Grimstock

Historical sources
Set formation
Tags
Difficulty

Lively and fairly straightforward 3-part dance.

For some reason people got into the habit of doing this one really slowly. I don't – I ask the musicians to play it like they'd play any lumpy jig in a ceilidh, and it's great fun.

Part 1
A1 (8) Lead up a double and back (4)
Set and turn single left (4)
A2 (8) Lead up a double and back (4)
Set and turn single right (4)
B1, B2 (8) “Grimstock hey”: 1C facing down, 2C and 3C facing up, dance a mirror hey on each side, with the 1C going down between the 2C to begin, and taking inside hands with your partner as you meet at each end.
Part 2
A1 (8) Side right (4)
Set and turn single left (4)
A2 (8) Side left (4)
Set and turn single right (4)
B1, B2 (8) “Dip and dive”: same path as in part 1, but raise joined hands to let the other couple under the arch at each end rather than simply letting go.
Part 3
A1 (8) Arm right (4)
Set and turn single left (4)
A2 (8) Arm left (4)
Set and turn single right (4)
B1, B2 (8) “Crossover heys”: 2C and 3C take the same path as in part 1, while 1C cross down between 2C to hey down the opposite side, then cross up between 2C again to hey back up on their own side.
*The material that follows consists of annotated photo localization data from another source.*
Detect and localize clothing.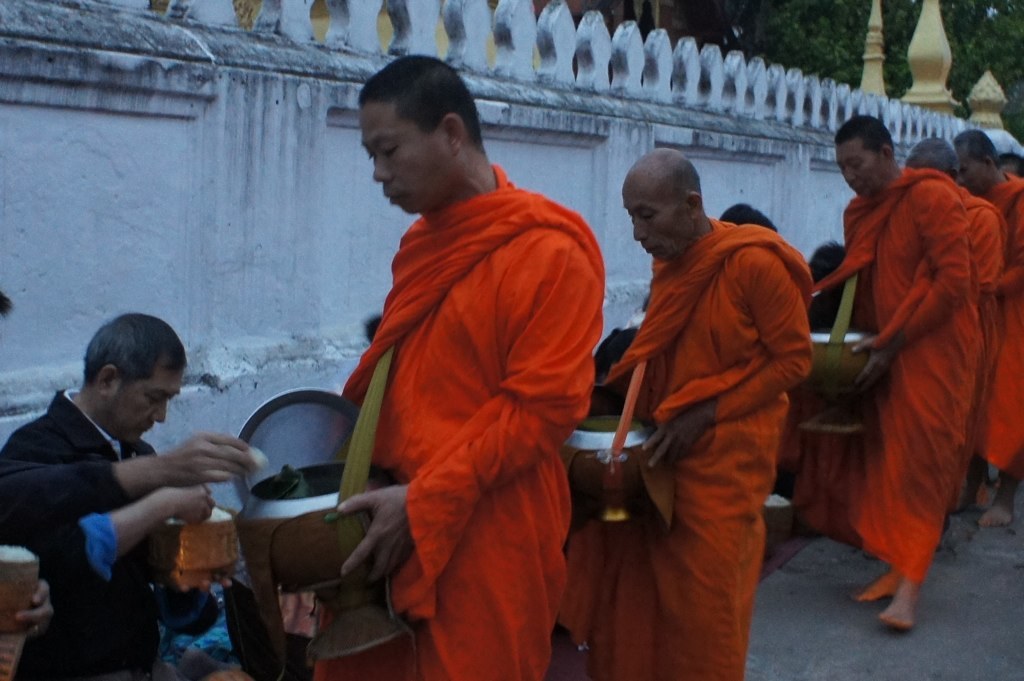
Localized at [left=985, top=171, right=1023, bottom=468].
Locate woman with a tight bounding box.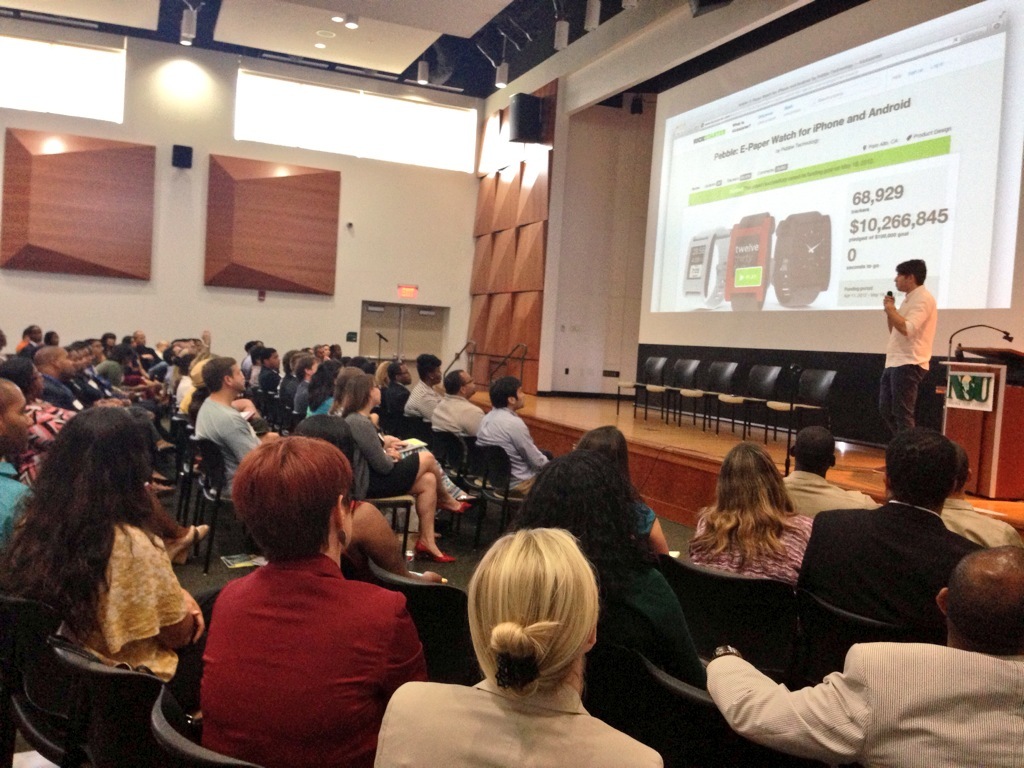
<box>0,404,207,688</box>.
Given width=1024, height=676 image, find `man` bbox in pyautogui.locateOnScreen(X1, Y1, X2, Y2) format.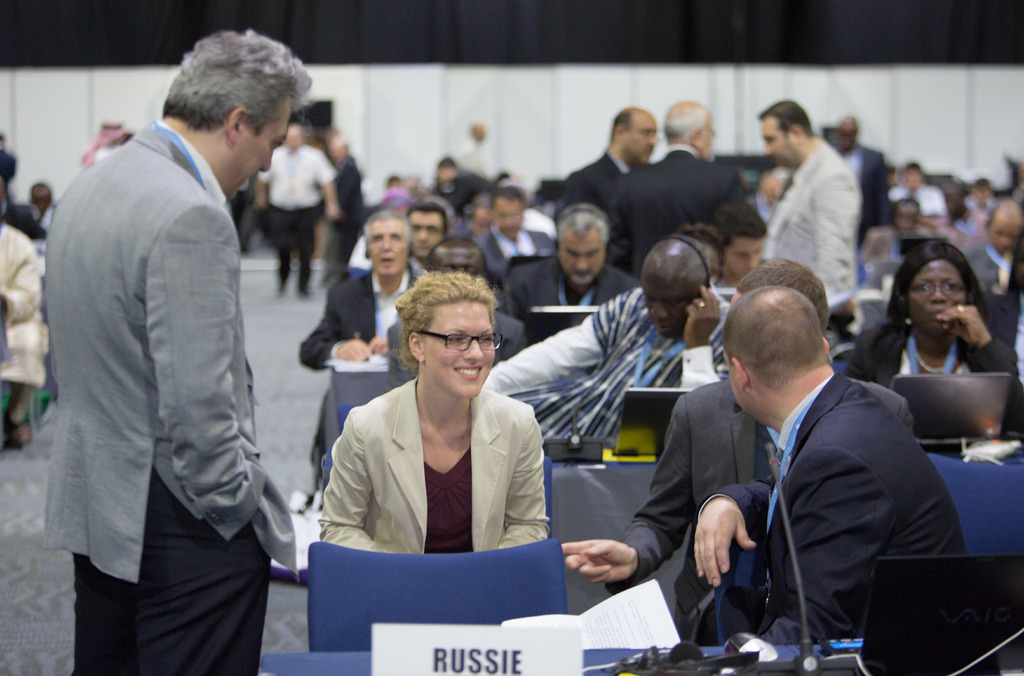
pyautogui.locateOnScreen(696, 285, 982, 675).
Repeat twice more, each time during the initial lead up a double and back 1C cast to the bottom to let a new couple lead the dance the next time through.

I'm not contributing anything particularly new here but it's of general interest.
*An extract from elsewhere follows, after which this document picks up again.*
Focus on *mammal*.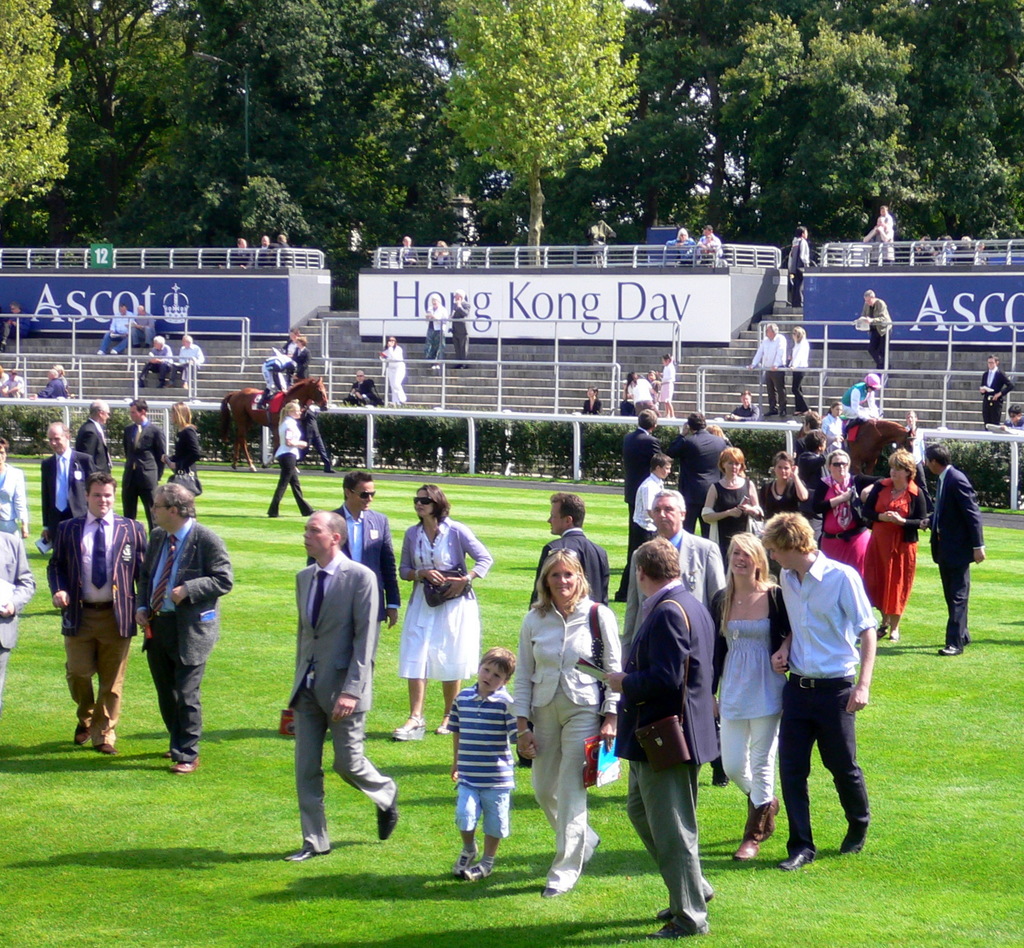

The first two figures are fairly unambiguous. For some reason Cecil Sharp interpreted the second figure as a sideways gallop with both hands joined, but I don't see any justification for that, given the number of single-handed arches elsewhere in the repertoire. And of course the “dip and dive” has survived through to modern country dancing.

The third figure has plenty of alternative solutions, some of them unexpected:

  • Cecil Sharp's solution has the first couple cross left, then half a hey on the other side (passing right then left shoulders), cross over right with each other at the bottom, then half a hey home. This is excessively fiddly to teach, not particularly satisfying, and crucially doesn't sit well with the mirror hey theme of the rest of the dance. However it is consistent with Sharp's decision on the meaning of the term Single hey in a longways set for three: 1C face down and on each side and pass right shoulders to start the hey. This is actually an interesting data point onto the meaning of Single hey more generally.
  • Crossover heys, as I've put in the instructions – this is the most common modern suggestion, and it works well. In particular, it's consistent with the theme of the dance, the second and third couples doing exactly what they did in the first part. And crossover heys (albeit not ones crossing at both ends) became a really common country dance figure in triple minor sets a hundred or so years later, although we shouldn't get too carried away with transplanting between time periods! This mirror definition of Single hey begs the question of why Single hey wasn't used to describe the first figure, however there it arguably feels somewhat different due to meeting your partner at each end to lead in.
  • First couple pass right shoulder to start a snowball circular hey (suggested by Anne Daye). There's some precedent for this sort of figure in Nonesuch (although there hands are given), and it very clearly involves a cross over at the top of the set. However experimentally it seems to be very tight for time, and I don't think it's as good a fit thematically as crossover heys.
  • First couple only cross over, cast around 2C, cross down through 3C, cast back up around 3C on their own side and come up through 2C back to the top. The justification for this is that the instructions are directed just at 1C, not at the other couples. As I discuss in my article on heys, a hey can be just a weaving figure, not necessarily for everyone. However, I don't think this makes for a better dance and in this case it's only really justified by linguistic pedantry.

The dance is very short, and well worth making progressive so that everyone gets a go as top couple.